By contrast, Cox lists ten low-congestion regions: Indianapolis, Oklahoma City, Salt Lake City, St. Louis, Richmond, Kansas City, Memphis, Buffalo, Rochester, and Cleveland. A few of these (most notably Indianapolis, Oklahoma City and Salt Lake City) are doing reasonably well. But five of the central cities in Cox's "hero metros" lost population in the 2000s (Buffalo, Rochester, Cleveland, St. Louis, and Memphis) and two more gained population in the 2000s but are still less populous than in 1970 (Richmond and Kansas City). In fact, Buffalo and Cleveland even managed to lose population regionwide, and not one of Cox’s high performers grew by more than 16.7% (metro Salt Lake City’s growth rate).

In addition, these low-congestion cities tend to be far more dangerous than high-congestion cities. Their average murder rate in 2012 was 19.5 per 100,000 residents, while the high-congestion cities' murder rate was only 7 per 100,000—not surprising given the decline discussed above.** Only one of the low congestion cities (Salt Lake City) had a murder rate as low as the average for the ten high-congestion cities.

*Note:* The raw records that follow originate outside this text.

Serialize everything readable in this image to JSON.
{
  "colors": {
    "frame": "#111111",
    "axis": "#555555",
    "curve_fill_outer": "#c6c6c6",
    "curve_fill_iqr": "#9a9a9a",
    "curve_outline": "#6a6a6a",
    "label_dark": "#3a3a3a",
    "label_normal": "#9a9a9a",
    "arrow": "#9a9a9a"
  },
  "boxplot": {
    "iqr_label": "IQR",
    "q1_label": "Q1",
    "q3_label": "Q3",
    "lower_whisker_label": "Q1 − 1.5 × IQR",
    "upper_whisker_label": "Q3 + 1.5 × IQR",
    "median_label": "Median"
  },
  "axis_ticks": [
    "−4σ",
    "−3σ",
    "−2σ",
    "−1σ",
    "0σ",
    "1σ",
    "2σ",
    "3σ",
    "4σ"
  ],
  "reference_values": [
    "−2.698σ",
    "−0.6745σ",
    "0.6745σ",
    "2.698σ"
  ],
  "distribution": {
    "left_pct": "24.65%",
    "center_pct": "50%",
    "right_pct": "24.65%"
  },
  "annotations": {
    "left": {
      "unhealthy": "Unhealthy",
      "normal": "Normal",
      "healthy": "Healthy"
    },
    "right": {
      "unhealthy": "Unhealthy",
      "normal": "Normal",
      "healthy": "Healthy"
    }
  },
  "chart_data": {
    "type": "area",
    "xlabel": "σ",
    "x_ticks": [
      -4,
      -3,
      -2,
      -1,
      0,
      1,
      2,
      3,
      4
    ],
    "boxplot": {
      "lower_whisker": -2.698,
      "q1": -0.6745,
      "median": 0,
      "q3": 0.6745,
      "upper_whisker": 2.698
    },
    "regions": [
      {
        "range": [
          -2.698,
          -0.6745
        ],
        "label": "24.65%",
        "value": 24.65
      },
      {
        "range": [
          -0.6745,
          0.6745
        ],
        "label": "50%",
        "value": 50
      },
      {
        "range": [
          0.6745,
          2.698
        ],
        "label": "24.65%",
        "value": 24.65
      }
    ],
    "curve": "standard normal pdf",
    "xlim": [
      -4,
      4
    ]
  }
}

Residents of Cox's ten low-congestion cities have more reason to worry about dangerous drivers as well as dangerous criminals. I was able to find data for auto-related fatalities for sixteen of the twenty cities in Cox's two "top ten" lists; the high-congestion cities averaged 4.7 traffic deaths per 100,000 residents in 2011, while the low-congestion cities averaged 9.8. To put the matter another way, the most dangerous of the high-congestion cities (Houston) had 9.1 traffic deaths per 100,000 people, while five of nine low-congestion cities had more traffic deaths per capita than Houston. The second most dangerous high-congestion city (Austin, clocking in at 6.4 deaths per 100,000) had a lower fatality rate than all but one of the low-congestion cities.*** The least dangerous of the low-congestion cities, Rochester, New York had a higher traffic death rate than five of the seven high-congestion cities.

Does any of this show a causal relationship between urban decline and congestion? It might be that low congestion is simply a reflection of the small size and/or declining population of Cox’s "hero cities," rather than an independent variable. Or it could be that policies designed to limit congestion (like widening roads to support high speeds, chopping up downtowns with highways and turning them into giant parking craters) have actually had some positive effect for congestion, but at a heavy cost.

*I note that in this blog post, I am not going to address whether Cox has correctly defined congestion or density; my guess is that issue is being heavily debated elsewhere.

**Murder rates from city-data.com are as follows: Austin 3.7, Houston 10, Portland 3.3, New York 5.7, San Francisco 8.4, Boston 9, Los Angeles 7.8, Washington 13.9, Seattle 3.7, San Jose 4.6, Buffalo 18.3, Memphis 20.2, Kansas City 22.6, Oklahoma City 14.3, Salt Lake City 4.2, Cleveland 21.3, Richmond 20.2, St. Louis 35.5, Rochester 17, Indianapolis 11.6.

***I calculated the death rates myself from data at city-data.com. The rates per 100,000 for 2011 (the latest year for which the website supplied data) were: Houston 9.1, Austin 6.4, Portland 5.6, San Francisco 3.6, Boston 2.0, Seattle 3.1, San Jose 3.6, Buffalo 6.5, Memphis 11.3, Kansas City 14.2, Oklahoma City 12, Salt Lake City 9.5, Cleveland 6.6, Richmond 8.5, St. Louis 14.1, Rochester 5.7. I could not find data for Indianapolis, New York, Washington or Los Angeles.